Digital Subcarrier Multiplexing: Enabling Software-Configurable Optical Networks
Dave Welch, Antonio Napoli, Johan Bäck, S. Buggaveeti, Carlos Castro, Aaron Chase, Xi Chen, Vince Dominic, T. Duthel, Tobias A. Eriksson, Sezer Erkılınç, Peter Evans, Chris Fludger, Ben Foo, Thomas Frost, P. Gavrilovič, Steven Hand, Aditya Kakkar, A. Kumpera, V. Lal, Robert Maher, Fábio Luiz Navarro Marques, Fady Masoud, A. Mathur, Ray Milano, Miguel Iglesias Olmedo, Magnus Olson, D. Pavinski, João Pedro, Amir Rashidinejad, Parmijit Samra, Warren Sande, Azmina Somani, Han Sun, Norman Swenson, Huan-Shang Tsai, Amin Yekani, Jiaming Zhang, M. Ziari
Abstract
The various topologies, traffic patterns and cost targets of optical networks have prevented the deployment of end-to-end solutions across multi-domains, and the optimization of the network as a whole. The consequent limitations in flexibility, scalability, and adaptability of optical networks will become increasingly important with new applications, such as 5G/6G. Coherent transceivers based on digital subcarrier multiplexing (DSCM) are proposed to address these current constraints. In particular, DSCM allows (i) the design of high-capacity point-to-point (P2P) and -multipoint (P2MP) optical networks; (ii) simplified aggregation with passive optics; and (iii) connections between low- and high-speed transceivers. Furthermore, DSCM-based networks reduce the number of opto-electro-opto stages, halve the number of bookended transceivers, and provide a better match for existing hub-and-spoke (H&S) traffic patterns in fast-growing and dynamic access/metro segments. A DSCM-based transceiver will pave the way for the deployment of next-generation flexible, adaptable, and scalable software-configurable optical networks. Key steps and elements to realize this solution are laid out, and promising applications outlined. The first real-time experimental results of coherent P2MP transceivers are presented.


◆ Your objective ◆
The required result is each line of the entries below containing the string "Gender".

[Dataset listings of figures]
BEGIN

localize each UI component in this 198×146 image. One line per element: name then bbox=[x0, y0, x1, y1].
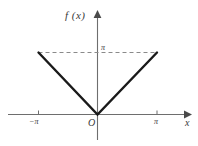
x-axis-label: x bbox=[185, 118, 189, 128]
tick-label-neg-pi: −π bbox=[29, 118, 38, 126]
y-axis-arrowhead bbox=[94, 10, 102, 18]
origin-label: O bbox=[88, 118, 95, 128]
value-label-pi: π bbox=[101, 44, 105, 52]
math-figure: f (x) x O −π π π bbox=[0, 0, 198, 146]
tick-label-pos-pi: π bbox=[154, 118, 158, 126]
y-axis-label: f (x) bbox=[65, 10, 86, 21]
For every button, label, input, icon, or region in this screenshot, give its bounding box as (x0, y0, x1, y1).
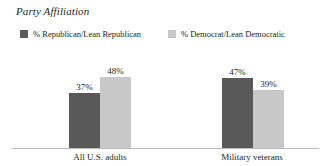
legend-swatch-republican (20, 30, 28, 38)
bar-all-adults-republican[interactable]: 37% (69, 79, 100, 148)
legend-item-democrat[interactable]: % Democrat/Lean Democratic (168, 28, 285, 40)
category-label-all-adults: All U.S. adults (73, 152, 127, 162)
plot-area: 37% 48% 47% 39% (0, 46, 331, 148)
bar-value-label: 37% (76, 82, 93, 92)
bar-all-adults-democrat[interactable]: 48% (100, 63, 131, 148)
legend-label-democrat: % Democrat/Lean Democratic (181, 29, 285, 39)
party-affiliation-chart: Party Affiliation % Republican/Lean Repu… (0, 0, 331, 166)
bar-military-veterans-republican[interactable]: 47% (222, 64, 253, 148)
bar-value-label: 47% (229, 67, 246, 77)
chart-title: Party Affiliation (16, 5, 89, 17)
x-axis-baseline (12, 148, 319, 149)
bar-military-veterans-democrat[interactable]: 39% (253, 76, 284, 148)
legend-swatch-democrat (168, 30, 176, 38)
bar-fill (69, 93, 100, 148)
bar-value-label: 39% (260, 79, 277, 89)
bar-fill (100, 77, 131, 148)
legend-item-republican[interactable]: % Republican/Lean Republican (20, 28, 141, 40)
chart-legend: % Republican/Lean Republican % Democrat/… (20, 28, 320, 40)
category-label-military-veterans: Military veterans (221, 152, 283, 162)
bar-fill (253, 90, 284, 148)
legend-label-republican: % Republican/Lean Republican (33, 29, 141, 39)
bar-value-label: 48% (107, 66, 124, 76)
bar-fill (222, 78, 253, 148)
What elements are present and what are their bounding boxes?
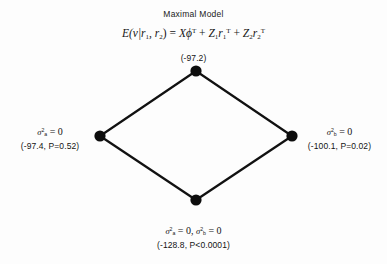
edge-right-bottom	[196, 136, 292, 200]
both-sigma-zero-node-value: (-128.8, P<0.0001)	[0, 239, 387, 251]
sigma-b-zero-node-value: (-100.1, P=0.02)	[292, 140, 387, 152]
bottom-sigma-b-equals-zero: = 0	[206, 225, 222, 236]
sigma-a-zero-node-label: σ2a = 0 (-97.4, P=0.52)	[0, 125, 100, 152]
edge-left-bottom	[100, 136, 196, 200]
bottom-sigma-a-equals-zero: = 0,	[175, 225, 196, 236]
sigma-a-constraint: σ2a = 0	[0, 125, 100, 140]
maximal-model-node-value: (-97.2)	[181, 53, 207, 63]
model-lattice-figure: Maximal Model E(v|r1, r2) = XϕT + Z1r1T …	[0, 0, 387, 264]
both-sigma-zero-node[interactable]	[190, 194, 201, 205]
sigma-b-constraint: σ2b = 0	[292, 125, 387, 140]
maximal-model-node-label: (-97.2)	[0, 52, 387, 64]
maximal-model-node[interactable]	[190, 65, 201, 76]
sigma-b-equals-zero: = 0	[337, 126, 353, 137]
edge-top-left	[100, 71, 196, 136]
sigma-b-zero-node-label: σ2b = 0 (-100.1, P=0.02)	[292, 125, 387, 152]
both-sigma-zero-node-label: σ2a = 0, σ2b = 0 (-128.8, P<0.0001)	[0, 224, 387, 251]
edge-top-right	[196, 71, 292, 136]
sigma-a-equals-zero: = 0	[47, 126, 63, 137]
sigma-a-zero-node-value: (-97.4, P=0.52)	[0, 140, 100, 152]
both-sigma-constraint: σ2a = 0, σ2b = 0	[0, 224, 387, 239]
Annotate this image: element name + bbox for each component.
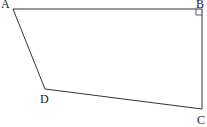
vertex-label-a: A [1,0,10,11]
quadrilateral-diagram: A B C D [0,0,207,127]
vertex-label-c: C [197,113,205,127]
vertex-label-b: B [196,0,204,11]
vertex-label-d: D [40,92,49,106]
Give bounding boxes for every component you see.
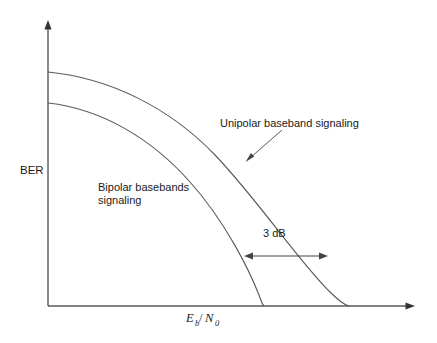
unipolar-signaling-label: Unipolar baseband signaling <box>220 117 359 129</box>
bipolar-signaling-label-line2: signaling <box>98 194 141 206</box>
y-axis-arrowhead-icon <box>44 20 51 30</box>
gap-3db-label: 3 dB <box>263 227 286 239</box>
x-axis-label-subscript-zero: 0 <box>215 318 220 328</box>
curve-unipolar-baseband <box>48 72 349 306</box>
curve-bipolar-baseband <box>48 103 264 306</box>
x-axis-label-separator: / <box>199 311 203 325</box>
figure-container: Unipolar baseband signaling Bipolar base… <box>0 0 437 343</box>
x-axis-arrowhead-icon <box>406 302 416 309</box>
y-axis-label: BER <box>20 164 44 176</box>
x-axis-label: E b / N 0 <box>185 311 220 328</box>
bipolar-signaling-label-line1: Bipolar basebands <box>98 181 190 193</box>
gap-arrowhead-right-icon <box>319 253 328 260</box>
unipolar-leader-line <box>250 130 282 158</box>
x-axis-label-symbol-e: E <box>185 311 194 325</box>
x-axis-label-symbol-n: N <box>204 311 214 325</box>
gap-arrowhead-left-icon <box>244 253 253 260</box>
curves-group <box>48 72 349 306</box>
unipolar-arrowhead-icon <box>246 153 255 162</box>
ber-vs-ebno-chart: Unipolar baseband signaling Bipolar base… <box>0 0 437 343</box>
unipolar-leader-group <box>246 130 283 162</box>
gap-measure-group <box>244 253 328 260</box>
axes-group <box>44 20 415 310</box>
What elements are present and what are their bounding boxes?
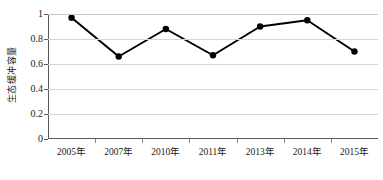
x-tick-label: 2014年 [293, 148, 322, 158]
x-tick-label: 2015年 [340, 148, 369, 158]
gridline [48, 14, 378, 15]
y-tick-mark [44, 89, 48, 90]
gridline [48, 89, 378, 90]
y-axis-tick-labels: 00.20.40.60.81 [18, 0, 46, 148]
y-tick-mark [44, 139, 48, 140]
y-tick-label: 0 [38, 134, 43, 144]
data-point-marker [257, 23, 263, 29]
x-tick-label: 2013年 [246, 148, 275, 158]
y-tick-label: 0.4 [31, 84, 44, 94]
plot-area [48, 14, 378, 139]
series-line-生态缓冲容量 [48, 14, 378, 139]
y-tick-label: 1 [38, 9, 43, 19]
data-point-marker [304, 17, 310, 23]
data-point-marker [116, 53, 122, 59]
x-tick-label: 2007年 [104, 148, 133, 158]
data-point-marker [163, 26, 169, 32]
y-tick-mark [44, 64, 48, 65]
series-polyline [72, 18, 355, 57]
line-chart: 生态缓冲容量 00.20.40.60.81 2005年2007年2010年201… [0, 0, 383, 180]
data-point-marker [68, 15, 74, 21]
gridline [48, 64, 378, 65]
gridline [48, 114, 378, 115]
data-point-marker [351, 48, 357, 54]
x-tick-label: 2005年 [57, 148, 86, 158]
y-tick-label: 0.8 [31, 34, 44, 44]
x-tick-label: 2010年 [151, 148, 180, 158]
y-tick-label: 0.2 [31, 109, 44, 119]
y-tick-mark [44, 39, 48, 40]
x-axis-tick-labels: 2005年2007年2010年2011年2013年2014年2015年 [48, 142, 378, 164]
data-point-marker [210, 52, 216, 58]
y-tick-mark [44, 114, 48, 115]
x-tick-label: 2011年 [199, 148, 228, 158]
gridline [48, 39, 378, 40]
y-axis-title-text: 生态缓冲容量 [5, 46, 18, 103]
y-tick-label: 0.6 [31, 59, 44, 69]
y-tick-mark [44, 14, 48, 15]
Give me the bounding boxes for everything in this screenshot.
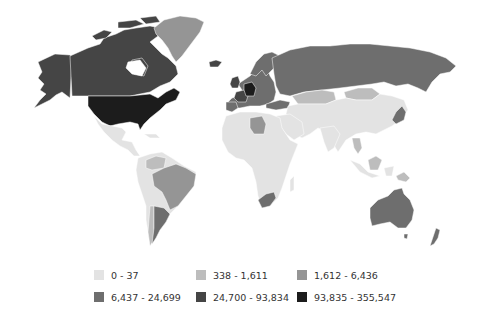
legend-label: 93,835 - 355,547: [314, 292, 396, 303]
legend-swatch: [196, 270, 206, 280]
region-caribbean[interactable]: [144, 134, 160, 138]
legend-label: 24,700 - 93,834: [213, 292, 289, 303]
legend-label: 338 - 1,611: [213, 270, 268, 281]
region-australia[interactable]: [370, 188, 414, 228]
legend-label: 1,612 - 6,436: [314, 270, 378, 281]
legend-swatch: [94, 270, 104, 280]
legend-item-2: 1,612 - 6,436: [297, 268, 378, 282]
region-new-zealand[interactable]: [430, 228, 440, 246]
legend-swatch: [297, 270, 307, 280]
region-alaska[interactable]: [34, 54, 72, 108]
region-madagascar[interactable]: [290, 176, 294, 192]
map-legend: 0 - 37 338 - 1,611 1,612 - 6,436 6,437 -…: [0, 262, 479, 312]
region-papua-new-guinea[interactable]: [396, 172, 410, 182]
region-borneo[interactable]: [368, 156, 382, 170]
legend-swatch: [196, 292, 206, 302]
legend-item-4: 24,700 - 93,834: [196, 290, 289, 304]
region-libya[interactable]: [250, 116, 266, 134]
legend-item-3: 6,437 - 24,699: [94, 290, 181, 304]
region-thailand[interactable]: [352, 138, 362, 154]
region-tasmania[interactable]: [404, 234, 408, 239]
legend-label: 6,437 - 24,699: [111, 292, 181, 303]
legend-item-1: 338 - 1,611: [196, 268, 268, 282]
region-spain[interactable]: [226, 102, 238, 112]
region-iceland[interactable]: [209, 60, 222, 67]
region-united-kingdom[interactable]: [230, 76, 240, 88]
region-argentina[interactable]: [152, 206, 170, 244]
legend-label: 0 - 37: [111, 270, 139, 281]
legend-item-0: 0 - 37: [94, 268, 139, 282]
world-choropleth-map: [0, 0, 479, 258]
legend-item-5: 93,835 - 355,547: [297, 290, 396, 304]
legend-swatch: [297, 292, 307, 302]
legend-swatch: [94, 292, 104, 302]
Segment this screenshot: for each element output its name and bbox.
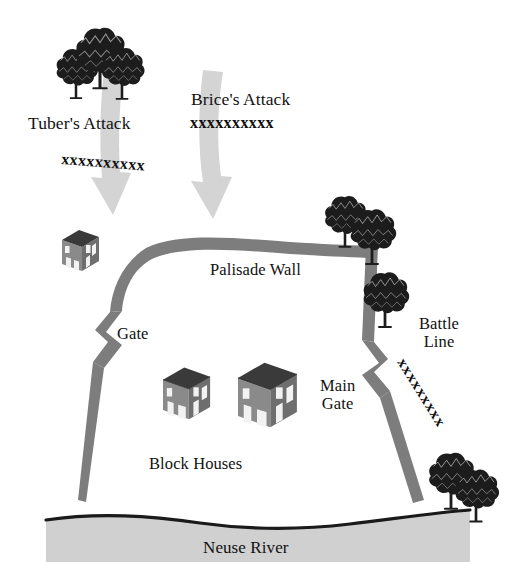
tree-cluster-northwest (57, 28, 145, 99)
label-gate: Gate (117, 325, 149, 343)
label-battle-line: Battle Line (419, 315, 459, 352)
label-block-houses: Block Houses (149, 455, 242, 473)
label-tubers-attack: Tuber's Attack (28, 114, 131, 134)
label-main-gate: Main Gate (320, 377, 355, 414)
label-palisade-wall: Palisade Wall (210, 261, 301, 279)
outpost-house (62, 230, 99, 271)
map-graphics (0, 0, 506, 562)
block-house-left (163, 368, 210, 420)
label-brices-attack: Brice's Attack (191, 90, 290, 110)
troop-marks-brices: xxxxxxxxxx (190, 114, 274, 132)
block-house-right (238, 363, 297, 428)
label-neuse-river: Neuse River (203, 538, 289, 557)
battle-map-figure: Tuber's Attack xxxxxxxxxx Brice's Attack… (0, 0, 506, 562)
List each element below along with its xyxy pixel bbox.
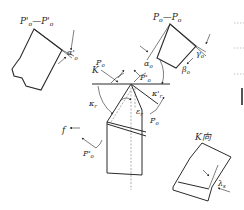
alpha-o-prime-label: α'o	[67, 48, 79, 61]
tool-top-view: K Po P'o κr κ'r εr Po f P'o	[61, 58, 170, 190]
auxiliary-section-title: P'o—P'o	[19, 16, 54, 27]
beta-o-label: βo	[181, 65, 191, 75]
k-view-title: K向	[194, 132, 212, 142]
lambda-s-label: λs	[217, 179, 226, 189]
tool-angle-diagram: P'o—P'o α'o Po—Po αo βo γo K	[0, 0, 244, 210]
kappa-r-label: κr	[88, 99, 97, 109]
auxiliary-section: P'o—P'o α'o	[12, 16, 79, 90]
orthogonal-section-title: Po—Po	[152, 12, 182, 23]
kappa-r-prime-label: κ'r	[151, 89, 162, 99]
f-label: f	[61, 125, 67, 135]
po-label: Po	[95, 58, 105, 68]
po-prime-top-label: P'o	[139, 73, 152, 83]
alpha-o-label: αo	[144, 59, 153, 69]
k-view: K向 λs	[173, 132, 231, 201]
orthogonal-section: Po—Po αo βo γo	[140, 12, 210, 75]
po-prime-bottom-left-label: P'o	[82, 149, 95, 159]
edge-artifacts	[234, 23, 244, 105]
epsilon-r-label: εr	[136, 107, 143, 117]
po-bottom-right-label: Po	[149, 116, 159, 126]
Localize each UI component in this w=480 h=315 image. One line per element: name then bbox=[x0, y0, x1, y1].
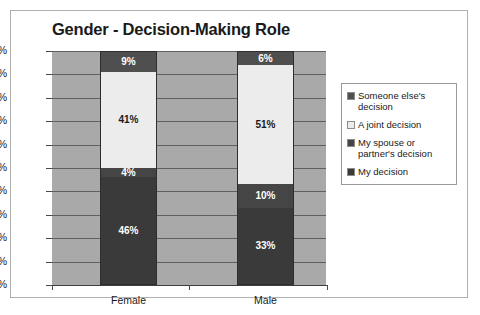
bar-segment[interactable]: 9% bbox=[100, 51, 157, 72]
y-axis-tick-label: 70% bbox=[0, 114, 7, 126]
legend-item[interactable]: Someone else's decision bbox=[347, 90, 451, 112]
legend-item[interactable]: My decision bbox=[347, 166, 451, 177]
y-axis-tick-label: 60% bbox=[0, 138, 7, 150]
bar-segment-value-label: 33% bbox=[255, 241, 275, 251]
x-axis-category-label: Female bbox=[74, 294, 184, 306]
legend-item-label: My decision bbox=[358, 166, 408, 177]
legend-item-label: Someone else's decision bbox=[358, 90, 451, 112]
y-axis-tick-label-wrap: 100% bbox=[11, 51, 52, 52]
bar-segment[interactable]: 51% bbox=[237, 65, 294, 184]
stacked-bar[interactable]: 9%41%4%46% bbox=[100, 51, 157, 285]
stacked-bar[interactable]: 6%51%10%33% bbox=[237, 51, 294, 285]
bar-segment-value-label: 51% bbox=[255, 120, 275, 130]
legend-color-swatch bbox=[347, 168, 355, 176]
legend-item-label: My spouse or partner's decision bbox=[358, 137, 451, 159]
chart-frame: Gender - Decision-Making Role 0%10%20%30… bbox=[10, 10, 468, 298]
y-axis-tick-label-wrap: 90% bbox=[11, 74, 52, 75]
bar-segment[interactable]: 6% bbox=[237, 51, 294, 65]
plot-area: 9%41%4%46%6%51%10%33% bbox=[52, 51, 326, 285]
bar-segment-value-label: 4% bbox=[121, 168, 135, 178]
y-axis-tick-label-wrap: 70% bbox=[11, 121, 52, 122]
bar-segment-value-label: 46% bbox=[118, 226, 138, 236]
legend-color-swatch bbox=[347, 121, 355, 129]
bar-segment[interactable]: 46% bbox=[100, 177, 157, 285]
bar-segment-value-label: 6% bbox=[258, 54, 272, 64]
bar-segment[interactable]: 41% bbox=[100, 72, 157, 168]
legend-color-swatch bbox=[347, 139, 355, 147]
y-axis-tick-label: 40% bbox=[0, 184, 7, 196]
y-axis-tick-label: 90% bbox=[0, 67, 7, 79]
y-axis-tick-label-wrap: 40% bbox=[11, 191, 52, 192]
y-axis-tick-label-wrap: 60% bbox=[11, 145, 52, 146]
y-axis-tick-label-wrap: 20% bbox=[11, 238, 52, 239]
x-axis-tick bbox=[327, 285, 328, 290]
y-axis-tick-label: 50% bbox=[0, 161, 7, 173]
bar-segment[interactable]: 4% bbox=[100, 168, 157, 177]
legend-item-label: A joint decision bbox=[358, 119, 421, 130]
bar-segment[interactable]: 10% bbox=[237, 184, 294, 207]
y-axis-tick-label-wrap: 50% bbox=[11, 168, 52, 169]
y-axis-tick-label-wrap: 10% bbox=[11, 262, 52, 263]
y-axis-tick-label-wrap: 80% bbox=[11, 98, 52, 99]
x-axis-tick bbox=[189, 285, 190, 290]
x-axis-category-label: Male bbox=[211, 294, 321, 306]
y-axis-tick-label: 80% bbox=[0, 91, 7, 103]
legend-item[interactable]: A joint decision bbox=[347, 119, 451, 130]
y-axis-tick-label-wrap: 30% bbox=[11, 215, 52, 216]
bar-segment[interactable]: 33% bbox=[237, 208, 294, 285]
y-axis-tick-label: 20% bbox=[0, 231, 7, 243]
y-axis-tick-label: 30% bbox=[0, 208, 7, 220]
y-axis-tick-label: 100% bbox=[0, 44, 7, 56]
legend-color-swatch bbox=[347, 92, 355, 100]
chart-legend: Someone else's decisionA joint decisionM… bbox=[341, 83, 457, 185]
bar-segment-value-label: 10% bbox=[255, 191, 275, 201]
legend-item[interactable]: My spouse or partner's decision bbox=[347, 137, 451, 159]
bar-segment-value-label: 41% bbox=[118, 115, 138, 125]
y-axis-tick-label: 0% bbox=[0, 278, 7, 290]
y-axis-tick-label-wrap: 0% bbox=[11, 285, 52, 286]
x-axis-tick bbox=[52, 285, 53, 290]
y-axis-tick-label: 10% bbox=[0, 255, 7, 267]
chart-title: Gender - Decision-Making Role bbox=[11, 20, 331, 39]
bar-segment-value-label: 9% bbox=[121, 57, 135, 67]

END

◆ Exercise solution ◆
chart-frame: Gender - Decision-Making Role 0%10%20%30… bbox=[10, 10, 468, 298]
chart-title: Gender - Decision-Making Role bbox=[11, 20, 331, 39]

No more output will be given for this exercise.